On Thu, 29 Aug 2013, Sarah Sharp wrote:
> On Thu, Aug 29, 2013 at 10:06:16AM -0700, Greg Kroah-Hartman wrote:
> > Hi Sarah,
> >
> > I'm getting the following warnings from the 3.10.9 kernel all the time
> > when I unplug a USB 3 storage device from my laptop:
> > [203282.987687] usb 4-1: USB disconnect, device number 21
> > [203282.992904] usb 4-1: Set SEL for device-initiated U1 failed.
> > [203282.992909] usb 4-1: Set SEL for device-initiated U2 failed.
> >
> > What can a "normal" user do with these "failed" messages? If nothing,
> > shouldn't we just turn them into debug messages instead?
>
> Yes, those messages should probably be toned down to debug level instead
> of warning level. If a device doesn't respond to the Set SEL request
> when USB 3.0 LPM is enabled, the user has a buggy device. Of course, I
> doubt anyone is going to return a drive based on those messages.
>
> That error message happens because the USB core is attempting to disable
> LPM for a disconnected device. The control transfer to set SEL fails,
> resulting in those messages. The xHCI driver still needs to disable the
> U1 and U2 timeouts for the port, so the core still needs to call into
> usb_set_lpm_timeout. However, we could skip the control transfer to the
> device.
>
> The problem is that the USB core doesn't mark the device as DISCONNECTED
> until after it attempts to disable LPM.
Are you certain? Look at the order of the lines in the log above.
> The device is still marked as
> being in the configured state, because we don't return early in this
> function:
>
> static int usb_set_device_initiated_lpm(struct usb_device *udev,
> enum usb3_link_state state, bool enable)
> {
...
> }
>
> So I don't know how the LPM code can know the device is disconnected, and thus
> it should skip the control transfer. Do we get an -ENODEV in that case?
That doesn't sound right at all. This function is called from
usb_disable_link_state, which is called from usb_disable_lpm, which is
called from usb_unlocked_disable_lpm, which is called from
usb_disable_device, which is called from usb_disconnect.
The first thing usb_disconnect does is change udev->state to
STATE_NOTATTACHED. Therefore you can test for that in
usb_set_device_initiated_lpm, and avoid trying to send messages that
will never be received. Or if you prefer, avoid writing anything to
the log when the transfer fails with -ENODEV.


§ Work task
Find the line with "Decompose this screenshot" in the data below. Repeat it and every line after it exactly, but not the pictures.

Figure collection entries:
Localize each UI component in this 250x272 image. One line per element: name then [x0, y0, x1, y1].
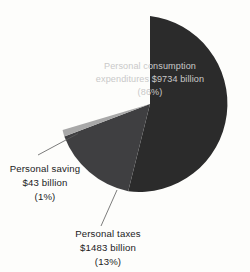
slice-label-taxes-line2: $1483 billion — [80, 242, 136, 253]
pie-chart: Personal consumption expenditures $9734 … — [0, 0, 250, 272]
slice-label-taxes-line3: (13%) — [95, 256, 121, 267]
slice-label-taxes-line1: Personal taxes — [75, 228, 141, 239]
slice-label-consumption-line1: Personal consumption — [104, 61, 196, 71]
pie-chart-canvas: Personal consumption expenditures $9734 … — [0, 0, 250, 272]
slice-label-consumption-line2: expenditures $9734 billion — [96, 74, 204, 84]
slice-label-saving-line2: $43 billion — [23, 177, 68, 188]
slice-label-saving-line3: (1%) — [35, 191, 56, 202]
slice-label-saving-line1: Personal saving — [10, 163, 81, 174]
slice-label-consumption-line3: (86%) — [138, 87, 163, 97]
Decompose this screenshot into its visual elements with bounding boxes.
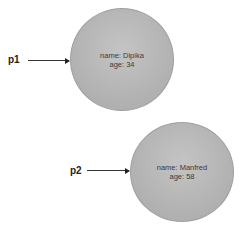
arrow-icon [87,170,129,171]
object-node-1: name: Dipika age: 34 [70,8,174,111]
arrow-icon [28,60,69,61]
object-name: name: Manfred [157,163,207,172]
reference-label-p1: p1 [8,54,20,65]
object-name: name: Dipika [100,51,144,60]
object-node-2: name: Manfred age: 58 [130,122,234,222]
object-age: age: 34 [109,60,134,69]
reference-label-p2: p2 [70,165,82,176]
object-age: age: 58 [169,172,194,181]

§ Written response
Decompose this screenshot into its visual elements with bounding boxes.
arrow-icon [87,170,129,171]
object-node-1: name: Dipika age: 34 [70,8,174,111]
arrow-icon [28,60,69,61]
object-name: name: Manfred [157,163,207,172]
reference-label-p1: p1 [8,54,20,65]
object-name: name: Dipika [100,51,144,60]
object-node-2: name: Manfred age: 58 [130,122,234,222]
object-age: age: 34 [109,60,134,69]
reference-label-p2: p2 [70,165,82,176]
object-age: age: 58 [169,172,194,181]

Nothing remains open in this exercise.